London readies Olympics security with rooftop missiles, thousands of cops, soldiers

Security has become such an obsession with recent Olympic Games that it ought to be a medal event.

I covered the security side of the 2010 Winter Games in Vancouver for The Canadian Press, so I can tell you that next to building Olympic infrastructure, security is the top priority for organizers and governments of the host country.

The Vancouver security tab came to more than half a billion dollars to deploy 16,000 police, military, border agents and private security personnel, not to mention equipment to protect against attacks from the ground, sea and air.

But no one demanded Vancouverites play host to batteries of anti-aircraft rockets on their rooftops. Visiting athletes' families, sure. Rockets? No.

The flap over missiles being installed on the roofs of London residential buildings before the Summer Games begin on July 27 ended Tuesday when a British High Court judge rejected a challenge to the plan.

Judge Charles Haddon-Cave said the missiles presented "no real threat" to residents and were a necessary component of the Olympic security plan, The Associated Press reported.

The anti-aircraft missiles will be put on top of a 17-storey public housing project, one of six sites around the city. Another apartment building will get Rapier or smaller missiles, while the others will be sited at a reservoir, on farmland in east London and on hills south of the city, The AP said.

[Related: Far-reaching Olympic security measures leave Londoners with bad taste in their mouths]

The London Games' security force dwarfs what we saw in Vancouver, even considering the larger scale of a summer Olympics.

The Globe and Mail reported a total of 17,000 military personnel will be guarding venues or on standby, almost double the 9,500 troops Britain currently has in Afghanistan.

Another 3,500 soldiers were put on standby Wednesday, the Globe reported, bringing the military component to more than 20,000, bolstered by fighter jets, helicopters and warships.

There will be also be 12,000 police dedicated to the Games, and a private security firm has been contracted to provide 13,200 guards for 100 Olympic venues. In Vancouver, private security handled venue access and ticket verification.

That didn't stop a mentally disturbed man from getting within a few metres of U.S. Vice President Joe Biden during the Vancouver Games' opening ceremonies at B.C. Place Stadium. He got past the screeners using a crudely forged pass.

The British government ordered up extra soldiers after London Games security contractor G4S said it was having trouble getting enough people work as guards.

"This has been an unprecedented and very complex security recruitment, training and deployment exercise, which has been carried out to a tight timescale," G4S said in a statement.

"We have encountered some issues in relation to workforce supply and scheduling over the last couple of weeks, but are resolving these every day."

Pre-Olympic hiccups and jitters are not unusual. In Vancouver, the biggest security problem turned out to anarchist Black Bloc protesters who tried to provoke police at an anti-Olympic demonstration during the opening ceremonies and the next day went on a minor vandalism rampage downtown.

But London has real terrorism fears. It was targeted by the Irish Republican Army with bombs in the 1980s and Islamist suicide bombers killed 56 people and injured more than 700 others with a series of bombings on London's transit system July 7, 2005.

Last week, police arrested seven men and charged six of them with terrorism-related offences, though authorities said the case was not linked to the upcoming Games, The AP reported.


> **WHAT THE TASK REQUIRES**:
The data below is to be repeated in full, exactly as given.

---------- RECORD SET ----------

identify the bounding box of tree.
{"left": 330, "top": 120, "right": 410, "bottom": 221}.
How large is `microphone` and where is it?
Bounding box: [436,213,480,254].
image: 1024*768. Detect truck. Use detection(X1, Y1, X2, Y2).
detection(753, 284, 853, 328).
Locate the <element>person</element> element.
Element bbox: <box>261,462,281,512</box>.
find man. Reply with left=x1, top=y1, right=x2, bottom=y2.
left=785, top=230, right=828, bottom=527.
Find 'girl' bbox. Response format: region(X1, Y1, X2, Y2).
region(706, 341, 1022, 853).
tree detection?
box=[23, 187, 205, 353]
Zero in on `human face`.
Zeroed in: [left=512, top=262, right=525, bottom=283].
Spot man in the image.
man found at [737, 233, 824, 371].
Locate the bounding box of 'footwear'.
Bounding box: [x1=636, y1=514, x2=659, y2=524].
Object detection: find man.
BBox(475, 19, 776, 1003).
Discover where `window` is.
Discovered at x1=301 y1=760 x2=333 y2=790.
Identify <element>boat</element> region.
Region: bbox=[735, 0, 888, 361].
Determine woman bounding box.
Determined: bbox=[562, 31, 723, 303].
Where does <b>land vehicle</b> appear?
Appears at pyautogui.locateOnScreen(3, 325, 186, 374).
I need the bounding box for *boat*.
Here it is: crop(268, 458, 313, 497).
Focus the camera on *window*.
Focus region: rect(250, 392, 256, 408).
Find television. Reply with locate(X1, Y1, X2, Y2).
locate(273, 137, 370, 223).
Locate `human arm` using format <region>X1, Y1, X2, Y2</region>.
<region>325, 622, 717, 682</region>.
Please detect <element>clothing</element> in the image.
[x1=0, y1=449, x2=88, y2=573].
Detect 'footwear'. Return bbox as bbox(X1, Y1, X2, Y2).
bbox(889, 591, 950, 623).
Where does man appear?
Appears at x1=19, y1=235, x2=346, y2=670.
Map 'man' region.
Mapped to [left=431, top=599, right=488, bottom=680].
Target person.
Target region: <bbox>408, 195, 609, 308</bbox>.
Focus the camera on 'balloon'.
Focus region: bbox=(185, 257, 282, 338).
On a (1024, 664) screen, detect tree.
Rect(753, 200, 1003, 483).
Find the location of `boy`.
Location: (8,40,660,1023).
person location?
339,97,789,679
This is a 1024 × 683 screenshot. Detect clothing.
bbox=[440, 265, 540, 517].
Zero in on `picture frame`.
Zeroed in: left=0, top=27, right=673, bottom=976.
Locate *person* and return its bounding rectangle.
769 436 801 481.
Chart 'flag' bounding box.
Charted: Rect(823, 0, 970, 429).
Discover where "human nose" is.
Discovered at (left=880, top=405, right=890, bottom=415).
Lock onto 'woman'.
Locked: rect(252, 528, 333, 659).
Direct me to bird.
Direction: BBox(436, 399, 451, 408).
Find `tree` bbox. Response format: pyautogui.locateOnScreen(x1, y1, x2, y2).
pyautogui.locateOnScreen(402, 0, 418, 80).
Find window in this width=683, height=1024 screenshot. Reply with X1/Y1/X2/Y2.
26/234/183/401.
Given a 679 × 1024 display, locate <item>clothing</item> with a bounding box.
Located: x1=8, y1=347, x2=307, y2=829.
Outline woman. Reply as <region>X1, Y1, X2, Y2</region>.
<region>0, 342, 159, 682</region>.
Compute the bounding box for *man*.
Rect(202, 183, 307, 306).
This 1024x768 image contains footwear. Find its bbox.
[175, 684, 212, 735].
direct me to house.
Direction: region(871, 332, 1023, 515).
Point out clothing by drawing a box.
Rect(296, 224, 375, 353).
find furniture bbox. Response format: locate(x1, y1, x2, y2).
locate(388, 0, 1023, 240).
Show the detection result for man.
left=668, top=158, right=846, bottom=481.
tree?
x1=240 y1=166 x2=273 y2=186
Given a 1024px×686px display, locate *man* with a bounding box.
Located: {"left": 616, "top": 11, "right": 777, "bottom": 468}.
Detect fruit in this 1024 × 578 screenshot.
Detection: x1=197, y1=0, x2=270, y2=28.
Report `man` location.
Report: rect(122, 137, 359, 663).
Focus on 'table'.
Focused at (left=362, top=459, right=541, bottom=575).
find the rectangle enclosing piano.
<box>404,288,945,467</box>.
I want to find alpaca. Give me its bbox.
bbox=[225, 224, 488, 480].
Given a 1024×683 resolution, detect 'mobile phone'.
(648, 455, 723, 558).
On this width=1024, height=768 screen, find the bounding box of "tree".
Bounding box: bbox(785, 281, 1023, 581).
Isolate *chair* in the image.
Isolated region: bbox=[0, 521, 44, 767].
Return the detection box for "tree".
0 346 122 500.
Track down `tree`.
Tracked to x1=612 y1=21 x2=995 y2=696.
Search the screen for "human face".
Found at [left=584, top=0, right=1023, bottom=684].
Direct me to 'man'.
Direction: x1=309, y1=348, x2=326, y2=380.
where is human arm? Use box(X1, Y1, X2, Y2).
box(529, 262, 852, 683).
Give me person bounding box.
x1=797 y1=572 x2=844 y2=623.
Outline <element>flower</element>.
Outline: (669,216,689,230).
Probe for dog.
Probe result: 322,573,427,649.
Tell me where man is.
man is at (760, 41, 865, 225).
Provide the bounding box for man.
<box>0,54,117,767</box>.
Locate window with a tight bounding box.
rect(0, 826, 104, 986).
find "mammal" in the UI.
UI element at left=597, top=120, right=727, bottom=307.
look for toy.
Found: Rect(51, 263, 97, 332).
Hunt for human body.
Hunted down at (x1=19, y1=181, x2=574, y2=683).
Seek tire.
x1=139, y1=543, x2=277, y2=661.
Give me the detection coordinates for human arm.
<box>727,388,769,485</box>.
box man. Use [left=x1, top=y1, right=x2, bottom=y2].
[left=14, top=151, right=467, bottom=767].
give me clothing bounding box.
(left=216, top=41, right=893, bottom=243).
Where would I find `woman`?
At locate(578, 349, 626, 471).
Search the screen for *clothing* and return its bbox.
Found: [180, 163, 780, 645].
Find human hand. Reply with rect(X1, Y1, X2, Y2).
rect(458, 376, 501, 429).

----------

> **RESULT OF THE EXERCISE**:
identify the bounding box of tree.
{"left": 330, "top": 120, "right": 410, "bottom": 221}.
How large is `microphone` and where is it?
Bounding box: [436,213,480,254].
image: 1024*768. Detect truck. Use detection(X1, Y1, X2, Y2).
detection(753, 284, 853, 328).
Locate the <element>person</element> element.
Element bbox: <box>261,462,281,512</box>.
find man. Reply with left=x1, top=y1, right=x2, bottom=y2.
left=785, top=230, right=828, bottom=527.
Find 'girl' bbox. Response format: region(X1, Y1, X2, Y2).
region(706, 341, 1022, 853).
tree detection?
box=[23, 187, 205, 353]
Zero in on `human face`.
Zeroed in: [left=512, top=262, right=525, bottom=283].
Spot man in the image.
man found at [737, 233, 824, 371].
Locate the bounding box of 'footwear'.
Bounding box: [x1=636, y1=514, x2=659, y2=524].
Object detection: find man.
BBox(475, 19, 776, 1003).
Discover where `window` is.
Discovered at x1=301 y1=760 x2=333 y2=790.
Identify <element>boat</element> region.
Region: bbox=[735, 0, 888, 361].
Determine woman bounding box.
Determined: bbox=[562, 31, 723, 303].
Where does <b>land vehicle</b> appear?
Appears at pyautogui.locateOnScreen(3, 325, 186, 374).
I need the bounding box for *boat*.
Here it is: crop(268, 458, 313, 497).
Focus the camera on *window*.
Focus region: rect(250, 392, 256, 408).
Find television. Reply with locate(X1, Y1, X2, Y2).
locate(273, 137, 370, 223).
Locate `human arm` using format <region>X1, Y1, X2, Y2</region>.
<region>325, 622, 717, 682</region>.
Please detect <element>clothing</element> in the image.
[x1=0, y1=449, x2=88, y2=573].
Detect 'footwear'. Return bbox as bbox(X1, Y1, X2, Y2).
bbox(889, 591, 950, 623).
Where does man appear?
Appears at x1=19, y1=235, x2=346, y2=670.
Map 'man' region.
Mapped to [left=431, top=599, right=488, bottom=680].
Target person.
Target region: <bbox>408, 195, 609, 308</bbox>.
Focus the camera on 'balloon'.
Focus region: bbox=(185, 257, 282, 338).
On a (1024, 664) screen, detect tree.
Rect(753, 200, 1003, 483).
Find the location of `boy`.
Location: (8,40,660,1023).
person location?
339,97,789,679
This is a 1024 × 683 screenshot. Detect clothing.
bbox=[440, 265, 540, 517].
Zero in on `picture frame`.
Zeroed in: left=0, top=27, right=673, bottom=976.
Locate *person* and return its bounding rectangle.
769 436 801 481.
Chart 'flag' bounding box.
Charted: Rect(823, 0, 970, 429).
Discover where "human nose" is.
Discovered at (left=880, top=405, right=890, bottom=415).
Lock onto 'woman'.
Locked: rect(252, 528, 333, 659).
Direct me to bird.
Direction: BBox(436, 399, 451, 408).
Find `tree` bbox. Response format: pyautogui.locateOnScreen(x1, y1, x2, y2).
pyautogui.locateOnScreen(402, 0, 418, 80).
Find window in this width=683, height=1024 screenshot. Reply with X1/Y1/X2/Y2.
26/234/183/401.
Given a 679 × 1024 display, locate <item>clothing</item> with a bounding box.
Located: x1=8, y1=347, x2=307, y2=829.
Outline woman. Reply as <region>X1, Y1, X2, Y2</region>.
<region>0, 342, 159, 682</region>.
Compute the bounding box for *man*.
Rect(202, 183, 307, 306).
This 1024x768 image contains footwear. Find its bbox.
[175, 684, 212, 735].
direct me to house.
Direction: region(871, 332, 1023, 515).
Point out clothing by drawing a box.
Rect(296, 224, 375, 353).
find furniture bbox. Response format: locate(x1, y1, x2, y2).
locate(388, 0, 1023, 240).
Show the detection result for man.
left=668, top=158, right=846, bottom=481.
tree?
x1=240 y1=166 x2=273 y2=186
Given a 1024px×686px display, locate *man* with a bounding box.
Located: {"left": 616, "top": 11, "right": 777, "bottom": 468}.
Detect fruit in this 1024 × 578 screenshot.
Detection: x1=197, y1=0, x2=270, y2=28.
Report `man` location.
Report: rect(122, 137, 359, 663).
Focus on 'table'.
Focused at (left=362, top=459, right=541, bottom=575).
find the rectangle enclosing piano.
<box>404,288,945,467</box>.
I want to find alpaca. Give me its bbox.
bbox=[225, 224, 488, 480].
Given a 1024×683 resolution, detect 'mobile phone'.
(648, 455, 723, 558).
On this width=1024, height=768 screen, find the bounding box of "tree".
Bounding box: bbox(785, 281, 1023, 581).
Isolate *chair* in the image.
Isolated region: bbox=[0, 521, 44, 767].
Return the detection box for "tree".
0 346 122 500.
Track down `tree`.
Tracked to x1=612 y1=21 x2=995 y2=696.
Search the screen for "human face".
Found at [left=584, top=0, right=1023, bottom=684].
Direct me to 'man'.
Direction: x1=309, y1=348, x2=326, y2=380.
where is human arm? Use box(X1, Y1, X2, Y2).
box(529, 262, 852, 683).
Give me person bounding box.
x1=797 y1=572 x2=844 y2=623.
Outline <element>flower</element>.
Outline: (669,216,689,230).
Probe for dog.
Probe result: 322,573,427,649.
Tell me where man is.
man is at (760, 41, 865, 225).
Provide the bounding box for man.
<box>0,54,117,767</box>.
Locate window with a tight bounding box.
rect(0, 826, 104, 986).
find "mammal" in the UI.
UI element at left=597, top=120, right=727, bottom=307.
look for toy.
Found: Rect(51, 263, 97, 332).
Hunt for human body.
Hunted down at (x1=19, y1=181, x2=574, y2=683).
Seek tire.
x1=139, y1=543, x2=277, y2=661.
Give me the detection coordinates for human arm.
<box>727,388,769,485</box>.
box man. Use [left=x1, top=y1, right=x2, bottom=y2].
[left=14, top=151, right=467, bottom=767].
give me clothing bounding box.
(left=216, top=41, right=893, bottom=243).
Where would I find `woman`?
At locate(578, 349, 626, 471).
Search the screen for *clothing* and return its bbox.
Found: [180, 163, 780, 645].
Find human hand. Reply with rect(X1, Y1, X2, Y2).
rect(458, 376, 501, 429).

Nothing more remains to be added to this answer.